1
$\begingroup$

I am working on a project writing a realtime FFT / phase vocoder based pitch shifting algorithm in C++. In development, I notice that shifting down has much better audible pitch tracking and resolution than shifting up, using the same overlap and bin settings. In particular I notice pitch up starts sounding very AM / ring modulated at certain harmonies, particularly the minor 3rd.

Here is my pitch shifting function for reference:

void pv_process(void){
    memset(pv_out, 0, fft_size * sizeof(float32_t));
    float32_t shift = pitch_shift.get();            
    for(int i = 2; i < fft_size; i += 2){
        int n = i / 2;
        int new_bin = int((float32_t)n * shift + 0.5f) * 2;
        new_bins[n] = new_bin;
        if(new_bin > 0 && new_bin < fft_size){
            pv_out[new_bin+1] = pv_in[i+1] * shift;
            pv_out[new_bin] += pv_in[i];
        }
    }
}

The process works pretty simply, by transposing frequency and amplitude values to a new bin based on the pitch shift ratio, and multiplying the pitch value by the same ratio (result is a higher / lower pitch in a higher / lower bin with the same amplitude).

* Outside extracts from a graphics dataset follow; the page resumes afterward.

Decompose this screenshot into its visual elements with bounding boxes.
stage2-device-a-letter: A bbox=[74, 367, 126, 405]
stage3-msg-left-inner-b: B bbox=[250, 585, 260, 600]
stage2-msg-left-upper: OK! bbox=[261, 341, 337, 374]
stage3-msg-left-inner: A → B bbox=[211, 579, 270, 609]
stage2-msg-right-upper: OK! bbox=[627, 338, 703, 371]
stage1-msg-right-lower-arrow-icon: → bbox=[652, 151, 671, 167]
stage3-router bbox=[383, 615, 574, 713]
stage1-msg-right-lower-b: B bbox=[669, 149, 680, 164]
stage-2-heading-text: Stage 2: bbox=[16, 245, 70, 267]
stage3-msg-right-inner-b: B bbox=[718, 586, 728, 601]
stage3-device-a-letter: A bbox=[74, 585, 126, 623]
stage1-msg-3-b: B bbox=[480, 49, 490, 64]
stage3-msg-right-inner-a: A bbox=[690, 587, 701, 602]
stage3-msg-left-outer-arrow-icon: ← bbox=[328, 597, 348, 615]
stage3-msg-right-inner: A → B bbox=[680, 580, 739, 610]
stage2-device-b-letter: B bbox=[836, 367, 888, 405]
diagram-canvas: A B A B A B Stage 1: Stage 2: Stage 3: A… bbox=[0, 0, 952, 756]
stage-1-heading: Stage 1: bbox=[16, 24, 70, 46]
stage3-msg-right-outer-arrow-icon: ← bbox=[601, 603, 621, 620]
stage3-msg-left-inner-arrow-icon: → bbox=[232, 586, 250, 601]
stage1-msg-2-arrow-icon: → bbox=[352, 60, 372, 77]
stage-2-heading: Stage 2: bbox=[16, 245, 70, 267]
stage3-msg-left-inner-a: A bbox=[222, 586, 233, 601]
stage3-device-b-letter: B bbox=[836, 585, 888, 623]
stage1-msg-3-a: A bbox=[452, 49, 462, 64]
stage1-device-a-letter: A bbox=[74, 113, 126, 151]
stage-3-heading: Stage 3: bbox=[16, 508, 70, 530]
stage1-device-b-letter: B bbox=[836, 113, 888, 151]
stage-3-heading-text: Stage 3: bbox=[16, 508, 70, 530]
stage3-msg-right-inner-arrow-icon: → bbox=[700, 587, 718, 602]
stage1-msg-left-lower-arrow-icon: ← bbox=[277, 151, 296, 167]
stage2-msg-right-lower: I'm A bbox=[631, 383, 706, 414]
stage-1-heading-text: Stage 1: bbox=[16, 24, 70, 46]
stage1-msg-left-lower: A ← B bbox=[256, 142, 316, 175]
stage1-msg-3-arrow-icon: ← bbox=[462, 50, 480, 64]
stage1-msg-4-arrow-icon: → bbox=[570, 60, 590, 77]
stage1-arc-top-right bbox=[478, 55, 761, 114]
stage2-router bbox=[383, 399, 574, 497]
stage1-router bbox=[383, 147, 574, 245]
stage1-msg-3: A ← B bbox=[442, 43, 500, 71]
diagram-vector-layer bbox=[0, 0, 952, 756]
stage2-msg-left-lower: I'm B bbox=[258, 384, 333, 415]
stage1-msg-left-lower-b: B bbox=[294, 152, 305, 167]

What I realized was that both cases reduce the number of bins containing information. A shift down of one octave (0.5 shift) will have half the number of input bins filled, running from zero to half of the nyquist frequency. Meanwhile a shift of one octave up will have half the number of input bins filled, but those will occupy every other bin running up to the nyquist frequency. In either case I'm essentially reducing the FFT size by 2, but in the case of a shift down it will all be in the lower range where consonant harmonic information lives, whereas with a shift up half of this range will be empty bins.

Does this explanation make sense for the effect I'm hearing? And how can I account for this effect to improve the sound quality?

$\endgroup$

0

Your Answer

By clicking “Post Your Answer”, you agree to our terms of service and acknowledge that you have read and understand our privacy policy and code of conduct.

Browse other questions tagged or ask your own question.